The question is how long before total extinction?
catclub
@boatboy_srq: All true. But also if this were decisive, GM would have been in favor of nationalized healthcare for decades. It has not been because of the tribal effect that rich white powerful groups in the US have decided that they do not do national healthcare – in spite of whatever benefits it might have for those rich white tribe members.
(For GM those are huge – all its unfinded laibilities for retiree healthcare goes away.)
Likewise for hospital directors. So far, they are staying awfully quiet. I have no idea if they will ever develop any voice in favor of medicaid expansion.
BruceFromOhio
Slightly OT but related: a back-handed reason to kill ACA (warning, embedded video auto-start).

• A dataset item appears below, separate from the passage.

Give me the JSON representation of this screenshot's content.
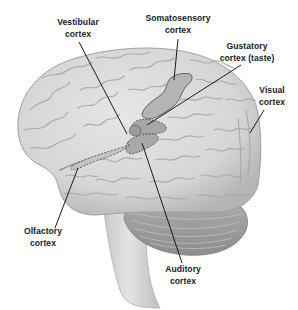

“Sadist states,” man that is pretty frosty, if accurate.
Frankensteinbeck
@boatboy_srq:
But I’m not sure we would. Maybe if all the different business groups lined up, but the medical community already really wants it. The Teabaggers don’t give a fuck, and they do the voting, not the 1% business community. Joe Redneck wants the niggers to hurt, and demands that Obama’s name be wiped from history, a failure who accomplished nothing.
Tenar Darell
After reading about the Louisiana local hospital closures, I could not help but note that people would definitely die if they couldn’t get to care quickly enough. Based on the continued resistance to “free money!” as Charlie Pierce says, I suspect that quite a few 1% are going to have to die from sudden onset illnesses before some states accept Medicaid after this long, sustained, fact free disinformation campaign. There’s too much pressure against the ACA to enable politicians and their local backers to publically change their minds without the multiple tragedies or people which local media will actually pay attention to. (Boy that makes me sick; the anti-ACA forces now have me thinking that they think like this).
currants
@Sister Rail Gun of Warm Humanitarianism: Ah. Thanks for the clue. I’m hopeless on most pop culture…movies generally, and music post-2008 especially.
Brett
It can take a while for them to wear down resistance to reforms like this. It took them, what, 17 years to finally get Arizona to accept Medicaid in the first place?
chris9059
@WereBear:
yes, just as their plan to destroy the US Post Office will harm rural (predominately right-wing) residents far more than urban residents.